Sounding rumba Afrotopias

Frank Gunderson

This article offers a glimpse at two foundational works of Congolese rumba produced at the threshold of African decolonization: Indépendance Cha Cha (1960), composed by Joseph ‘Grand Kallé’ Kabasélé and performed by L’African Jazz, and Africa Mokili Mobimba (1961), composed by Charles Mwamba ‘Déchaud’ Kasanda and first articulated through the same band and their broader musical network. Situating each song within its specific historical, political, and cultural context, the study argues that Congolese popular music actively shaped how African publics sensed, narrated, and imagined that transition. Indépendance Cha Cha , recorded in Brussels during the Congo’s Table Rond (Round Table) negotiations, functioned as a performative staging of national unity at the very moment of sovereignty. Through its festive Cuban-influenced cha-cha rhythm, multilingual lyrics, and extensive roll call of political parties and leaders, the song transformed political negotiation into a participatory sonic event. It travelled widely, rapidly assuming the role of an unofficial anthem of Congolese and pan-African independence. A few years later, Africa Mokili Mobimba [Africa all over the world], offered a more contemplative perspective. Performed by an emerging generation of L’African Jazz musicians, the song addresses Africa as a continental subject, articulating a broader ethical vision grounded in dignity, responsibility, and global presence.
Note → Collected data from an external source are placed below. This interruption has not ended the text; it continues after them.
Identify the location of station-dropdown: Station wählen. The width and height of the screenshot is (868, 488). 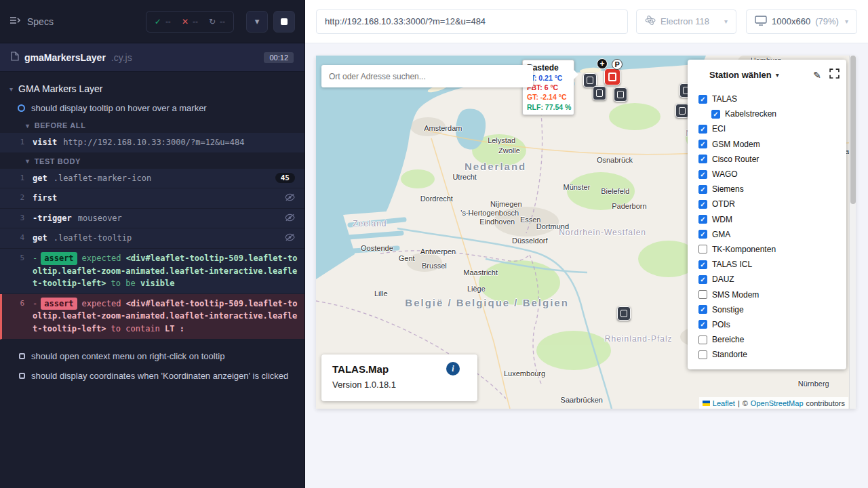
(741, 75).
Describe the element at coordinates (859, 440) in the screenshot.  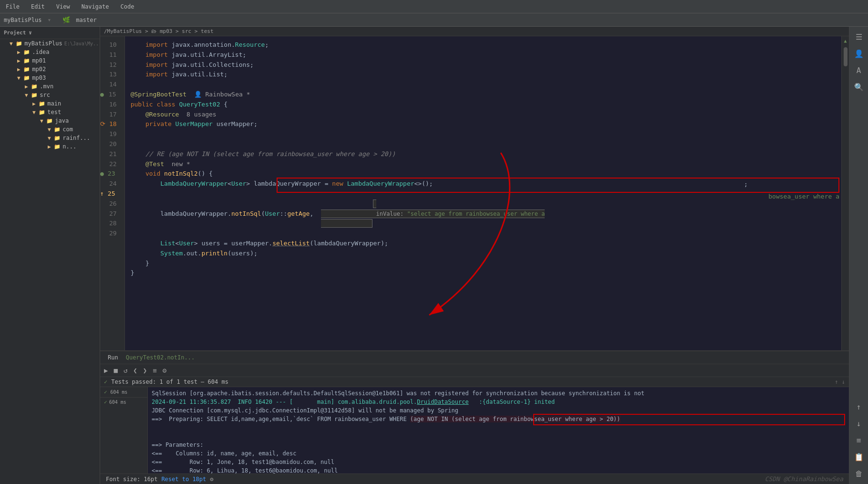
I see `right-sidebar-list-icon: ≡` at that location.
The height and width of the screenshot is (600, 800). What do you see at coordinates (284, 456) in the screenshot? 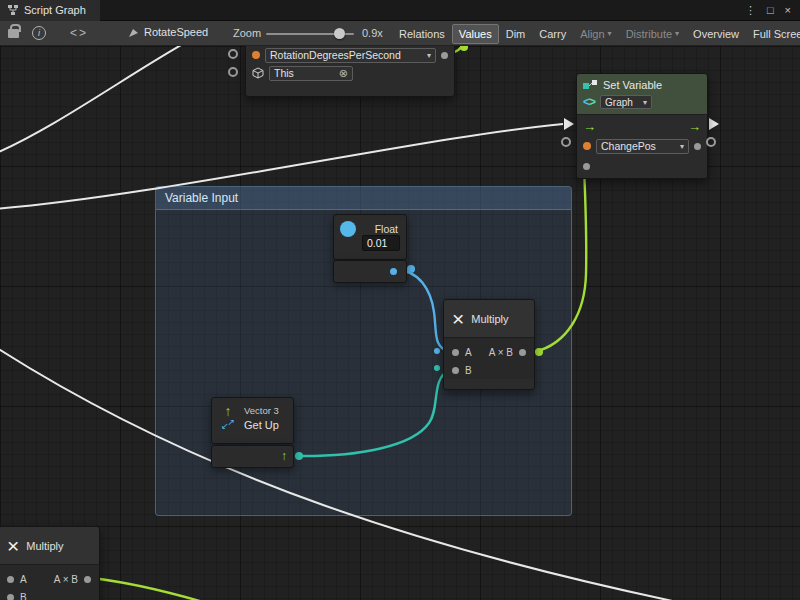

Taken together, these two songs mark different scales and temporalities of liberation. Indépendance Cha Cha is tied to the immediacy of 1960, a celebratory gesture that stages consensus amid political uncertainty. Africa Mokili Mobimba expands that horizon, imagining Africa beyond the event of independence and toward a wider field of circulation and belonging. Drawing on the concepts of imagined futurity articulated by Jacques Attali and Felwine Sarr, the article demonstrates how Congolese rumba served as a medium through which independence was not only announced but also culturally rehearsed, ethically extended, and heard. In doing so, it positions popular music as a central site for understanding the temporal and imaginative dimensions of African decolonization.